Sun, Jul 05, 2009
Former Sunnyside High School wrestler Kyle DeBerry is searching for a new school after Arizona State eliminated the sport Tuesday.
james gregg / arizona daily star 2007

Sports

Opinion by Greg Hansen : For DeBerry, et al., latest move is a gut wrencher

Opinion by Greg Hansen
Tucson, Arizona | Published: 05.16.2008
For two days, many of the NCAA's 85 surviving wrestling programs have phoned Kyle and Bobby DeBerry with an invitation for Kyle to wrestle at their school.
Virginia Tech. Rutgers. Iowa State. And on and on.
"It's chaos," said Bobby, who has coached Sunnyside High School to 11 consecutive state championships. "We'll be fortunate because Kyle can almost hand-pick a new school, but most of the others don't have those options."
Rather than enjoy the final days of his freshman year at Arizona State, rather than prepare for next week's World Team Trials at the USA Olympic wrestling center in Colorado Springs, Kyle accompanied his father on an unexpected financial mission Thursday.
The four-time Sunnyside High School state wrestling champion and his father spent much of the day trying to avoid paying $6,500 to a Tempe apartment complex for a messy lease agreement.
"It's a cut-throat business," said Bobby. "I'm tempted to go to the Phoenix airport and hold up a sign that says 'apartment for lease.' Those apartment people don't care what Arizona State did to all those people."
It was his first attempt at humor in a humorless situation.
On Tuesday, the Sun Devils eliminated their men's tennis, swimming and wrestling programs. Kyle, a redshirt freshman with star potential, had recently signed an apartment lease through May 2009. Imagine that scenario multiplied many times by ex-Sun Devils now in athletic and academic limbo.
There was no warning. One day you're on scholarship, having been promised room and board through May 2009. The next day you're looking at a map wondering how life might be in Blacksburg, Va., or Ames, Iowa.
Unless you have DeBerry's athletic potential, the options aren't as nice.
Don't expect this to be an isolated story of college athletics shrinking to reflect the need to satisfy NCAA gender-equity issues. As the Jones vs. Jones battle to pump every available dollar into football and men's basketball escalates, men's non-revenue sports are sure to dwindle over the next decade. Some of them, such as wrestling, appear doomed.
Two of the great wrestlers in Tucson history, three-time state high school champion Shawn Charles of Santa Rita, and two-time Sunnyside state champ Thom Ortiz — a mainstay on ASU's 1988 NCAA championship team — can painfully relate.
Charles was the head coach at Fresno State when the Bulldogs eliminated wrestling in June 2005. He scrambled to find work as an assistant coach in the Ivy League, at Brown University. He is now an assistant coach at Missouri.
"A lot of people were stuck," said Charles. "It was June 15 and all the scholarship money had been handed out for the year. All of the coaching jobs had been filled."
He ultimately received a $110,000 settlement from Fresno State before moving across the country for about half the pay.
Ortiz, 40, said he hopes to raise in excess of $8 million to endow the ASU wrestling program and get a stay of execution.
But it won't happen. When Oregon eliminated its wrestling program a year ago, the UO wrestling community raised hundreds of thousands of dollars. The athletic administration said it didn't matter. Charles tried the same approach at FSU.
See ya.
The medical benefits for Ortiz and his 10-year-old daughter, Olivia, are to expire in November. Even for someone as skilled as Ortiz (three national Top-10 finishes in six seasons), the wrestling job market is tight, to say the least.
The Arizona Wildcats eliminated their wrestling program in the winter of 1981. Coach Bill Nelson, an Olympian who had been on the job for 18 years, was summoned to the athletic director's office and told that declining revenues from Fred Snowden's slumping basketball program had put the athletic department into a $200,000 hole.
Nelson didn't tiptoe through the media field. He called the UA athletic administration "inept" and said they were "fiscally irresponsible."
In the late 1990s, Nelson told me that wrestling was doomed at ASU and in the Pac-10, where Stanford and Oregon State are the lone survivors.
"We could've saved wrestling at Arizona," he said. "We got 9,100 signatures pledging help to save the sport. But the president (John Schaefer) told me we needed those 9,100 people to give us money, not ink."
He said cutting wrestling saved the UA a mere $50,000.
ASU is likely to realize about $400,000 in yearly "savings" by getting Kyle DeBerry to transfer to some place like Virginia Tech.
"I've talked to Thom Ortiz and he's distraught," said Bobby DeBerry. "So far he's keeping his chin up, because that's better than striking out and pointing the finger at people in the administration.
"I was a UA student when we dropped our wrestling program and, thankfully, it swung me into the direction of coaching. Out of those ashes, I found a new career path. I hope Thom can be as fortunate as I have been."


Requirement ▸
When you copy the data, keep every word exactly as it is and leave the pictures out.
*** Provided information Section Begins ***
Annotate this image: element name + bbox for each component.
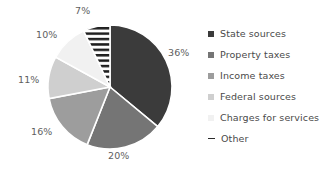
pie-slice-group — [48, 25, 172, 149]
square-swatch-icon — [208, 31, 214, 37]
pie-chart-figure: 36%20%16%11%10%7% State sourcesProperty … — [0, 0, 326, 170]
square-swatch-icon — [208, 94, 214, 100]
legend-item[interactable]: Property taxes — [208, 44, 326, 65]
pie-svg — [0, 0, 200, 170]
pie-data-label: 7% — [75, 6, 90, 16]
legend-item-label: Property taxes — [220, 50, 290, 60]
legend-item[interactable]: Federal sources — [208, 86, 326, 107]
square-swatch-icon — [208, 73, 214, 79]
hatch-line-swatch-icon — [208, 136, 215, 142]
chart-legend: State sourcesProperty taxesIncome taxesF… — [208, 23, 326, 149]
pie-data-label: 16% — [31, 127, 52, 137]
legend-item-label: Income taxes — [220, 71, 285, 81]
legend-item-label: Charges for services — [220, 113, 319, 123]
legend-item[interactable]: Charges for services — [208, 107, 326, 128]
pie-plot-area: 36%20%16%11%10%7% — [0, 0, 200, 170]
legend-item[interactable]: Income taxes — [208, 65, 326, 86]
pie-data-label: 20% — [108, 151, 129, 161]
square-swatch-icon — [208, 115, 214, 121]
legend-item-label: State sources — [220, 29, 286, 39]
pie-data-label: 11% — [18, 75, 39, 85]
legend-item-label: Other — [221, 134, 248, 144]
legend-item[interactable]: Other — [208, 128, 326, 149]
legend-item[interactable]: State sources — [208, 23, 326, 44]
pie-data-label: 36% — [168, 48, 189, 58]
pie-data-label: 10% — [36, 30, 57, 40]
legend-item-label: Federal sources — [220, 92, 296, 102]
square-swatch-icon — [208, 52, 214, 58]
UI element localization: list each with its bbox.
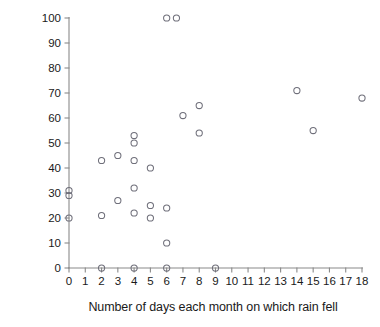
*** Provided information Section Ends ***
Exercise result ▸
Annotate this image: element name + bbox for each component.
pie-slice-group — [48, 25, 172, 149]
square-swatch-icon — [208, 31, 214, 37]
pie-chart-figure: 36%20%16%11%10%7% State sourcesProperty … — [0, 0, 326, 170]
square-swatch-icon — [208, 94, 214, 100]
legend-item[interactable]: Property taxes — [208, 44, 326, 65]
pie-svg — [0, 0, 200, 170]
pie-data-label: 7% — [75, 6, 90, 16]
legend-item-label: Property taxes — [220, 50, 290, 60]
legend-item[interactable]: Federal sources — [208, 86, 326, 107]
square-swatch-icon — [208, 73, 214, 79]
hatch-line-swatch-icon — [208, 136, 215, 142]
chart-legend: State sourcesProperty taxesIncome taxesF… — [208, 23, 326, 149]
pie-data-label: 16% — [31, 127, 52, 137]
legend-item-label: Income taxes — [220, 71, 285, 81]
legend-item-label: Charges for services — [220, 113, 319, 123]
legend-item[interactable]: Charges for services — [208, 107, 326, 128]
pie-plot-area: 36%20%16%11%10%7% — [0, 0, 200, 170]
legend-item[interactable]: Income taxes — [208, 65, 326, 86]
pie-data-label: 20% — [108, 151, 129, 161]
square-swatch-icon — [208, 115, 214, 121]
legend-item-label: State sources — [220, 29, 286, 39]
pie-data-label: 11% — [18, 75, 39, 85]
legend-item-label: Other — [221, 134, 248, 144]
legend-item[interactable]: Other — [208, 128, 326, 149]
legend-item[interactable]: State sources — [208, 23, 326, 44]
pie-data-label: 36% — [168, 48, 189, 58]
pie-data-label: 10% — [36, 30, 57, 40]
legend-item-label: Federal sources — [220, 92, 296, 102]
square-swatch-icon — [208, 52, 214, 58]
UI element localization: list each with its bbox.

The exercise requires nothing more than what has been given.